Gathering a history that includes the above elements, as tailored to the patient, +/- obtaining collateral history, can provide insight into salient social issues that may be impacting on - and that may be impacted by - the patient's health. I can then attempt to work with the teenager or parents of a child to address factors that may be the underlying reason they presented for medical care in the first place. 

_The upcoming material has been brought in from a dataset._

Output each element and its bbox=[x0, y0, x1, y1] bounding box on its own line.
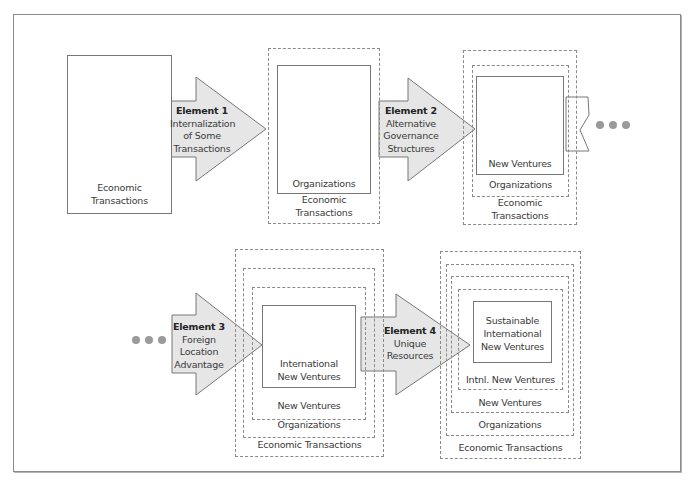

One last comment I will make here is the importance of opening the process of gathering a social history from adolescents with a confidentiality statement. Adolescents are in a unique transitional period during which many aspects of their life are still being managed by parents or other guardians, but gradually they are assuming more responsibility. If the adolescent patient presents for care with a parent - after the parent has had opportunity to provide collateral information on the presenting concern - I have the parent leave the examining room so I can gather a social history from the adolescent in privacy. It goes without saying that many teenagers may not want to disclose sexual activity or substance use with a parent present, so this presumably increases my ability to gather accurate information. In the same vein, I always start this sans parents portion of the visit with a confidentiality statement, to ensure the adolescent understands that whatever they tell me at this point is confidential, and that unless they tell me something would warrant an exception to the rule of confidentiality (that they are hurting themselves or others, or that someone is hurting them), then whatever they disclose to me is just between the two of us. When the adolescent patient does disclose information that indicates they are having a hard time coping, and considering my HEADS assessment as it pertains to social supports, if the adolescent has trust in their parents then I do encourage patients to share their concerns with their parents or other supportive allies. I do leave it up to them to decide what exactly and how much they wish to disclose, and say that if they chose not to that is completely okay. I also let them know regardless that they can always return to the clinic for further support with their ongoing issues. And last but not least, I often end my adolescent visits with a recommendation to check out the Sex & U website, a wonderful resource for all adolescents to learn about sexual health and a plethora of related topics, all organized on an aesthetically-appealing interface that is easy to navigate and understand.